Qatar’s £4B Clean Tech Centre Could Fill Its Huge, Empty Canary Wharf Office Block. Here's How
One neat potential solution to a tricky problem: The UK clean technology research centre proposed by the state of Qatar could become the ideal tenant for its own 1.1M SF Canary Wharf office tower, set to become vacant in 2027.
That was an idea raised by Canary Wharf Group Managing Director Richard Archer at Bisnow’s UK Life Sciences Winter Forecast last week, held at Canary Wharf’s 20 Water Street lab and office building.
Asked whether large existing office blocks at Canary Wharf could be converted to life sciences use when office occupiers leave, Archer confirmed it was one of several uses being examined, along with hotels, serviced apartments and build-to-rent. What's more, he said, one of the biggest office blocks on the estate already has an owner with an obvious alternative use for it.

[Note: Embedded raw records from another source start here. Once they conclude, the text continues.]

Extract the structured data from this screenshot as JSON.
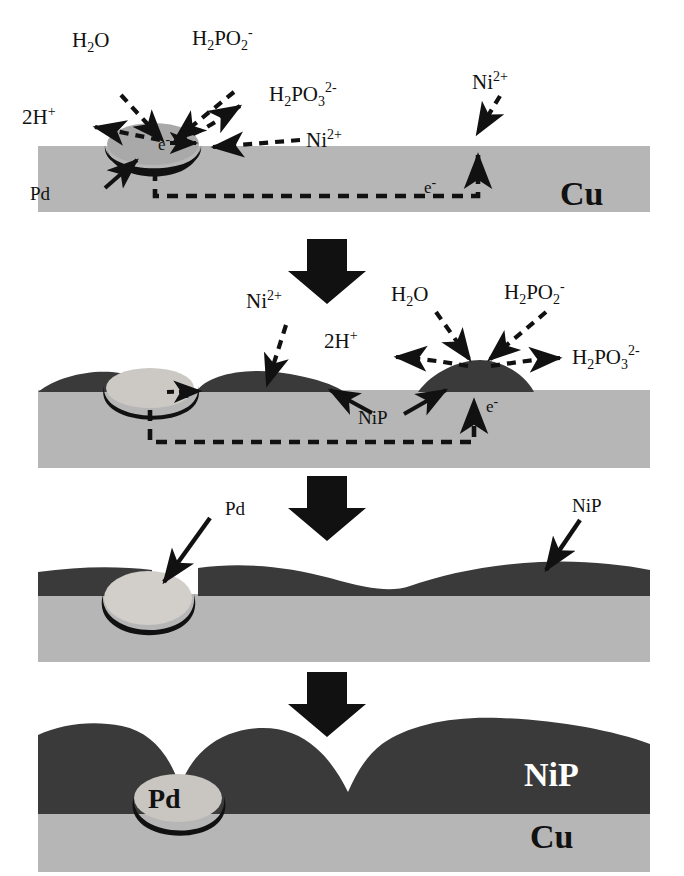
{
  "figure": {
    "colors": {
      "substrate_cu": "#b6b6b6",
      "deposit_nip": "#3a3a3a",
      "pd_particle": "#a9a9a9",
      "pd_outline": "#111111",
      "arrow_black": "#111111",
      "background": "#ffffff",
      "text": "#111111",
      "label_on_dark": "#ffffff"
    },
    "stage_count": 4,
    "transition_arrow_count": 3,
    "transition_arrow_icon": "down-block-arrow"
  },
  "stages": [
    {
      "id": "stage-1",
      "name": "pd-activation-initial-reaction",
      "substrate_label": "Cu",
      "pd_label": "Pd",
      "electron_label": "e⁻",
      "electron_path_label": "e⁻",
      "reactants": [
        "H₂O",
        "H₂PO₂⁻"
      ],
      "products": [
        "2H⁺",
        "H₂PO₃²⁻"
      ],
      "ion_labels": [
        "Ni²⁺",
        "Ni²⁺"
      ],
      "species": {
        "water": {
          "formula": "H",
          "sub1": "2",
          "rest": "O"
        },
        "hypophosphite": {
          "formula": "H",
          "sub1": "2",
          "mid": "PO",
          "sub2": "2",
          "charge": "-"
        },
        "phosphite": {
          "formula": "H",
          "sub1": "2",
          "mid": "PO",
          "sub2": "3",
          "charge": "2-"
        },
        "proton": {
          "prefix": "2H",
          "charge": "+"
        },
        "nickel": {
          "symbol": "Ni",
          "charge": "2+"
        }
      }
    },
    {
      "id": "stage-2",
      "name": "nip-nucleation-and-lateral-growth",
      "nip_label": "NiP",
      "electron_label": "e⁻",
      "electron_path_label": "e⁻",
      "reactants": [
        "H₂O",
        "H₂PO₂⁻"
      ],
      "products": [
        "2H⁺",
        "H₂PO₃²⁻"
      ],
      "ion_labels": [
        "Ni²⁺"
      ]
    },
    {
      "id": "stage-3",
      "name": "continuous-nip-film-coalescence",
      "pd_label": "Pd",
      "nip_label": "NiP"
    },
    {
      "id": "stage-4",
      "name": "thick-nip-overplate-with-buried-pd",
      "pd_label": "Pd",
      "nip_label": "NiP",
      "substrate_label": "Cu"
    }
  ]
}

Canary Wharf Group is owned by a 50-50 joint venture between the Qatar Investment Authority and Brookfield Property Partners, with a portfolio valued at £7.6B at the end of June this year.
The QIA also outright owns 8 Canada Square, commonly known as the HSBC tower, which it bought for £1.1B in 2014.
Earlier this year HSBC announced it intended to leave the building before its lease runs out in 2027 and is heading to a new 556K SF building near St. Paul’s in the City of London.
But, as Archer mentioned, the state's nonprofit arm, the Qatar Foundation, announced in September it was looking to establish a clean tech campus in the UK. The foundation was looking to invest £4B over a 20-year period, including £1.5B into funding early stage companies.
It was reported at the time that sites in the UK life sciences golden triangle of Oxford, Cambridge and London were being examined. The QIA-owned building in Canary Wharf needs to be retrofitted and find a tenant, but it is emerging as a potential option.
Such a move would give a boost to Canary Wharf’s ambitions to reposition the east London estate as a life sciences hub as well as an office location and growing BTR destination.
“Of course, 8 Canada Square is owned by Qatari, and obviously, it’s been in the press that the Qatari Foundation is looking at a clean tech sector requirement,” Archer told the audience of more than 250 at the event. “The opportunity to bring those sorts of people into a building like that would be interesting for Canary Wharf and the estate.”
Genomics England has moved its HQ to Canary Wharf, as well as converting parts of 20 Water Street to lab space. Canary Wharf has teamed up with Kadans Science Partner to build an 823K SF life sciences lab and office tower.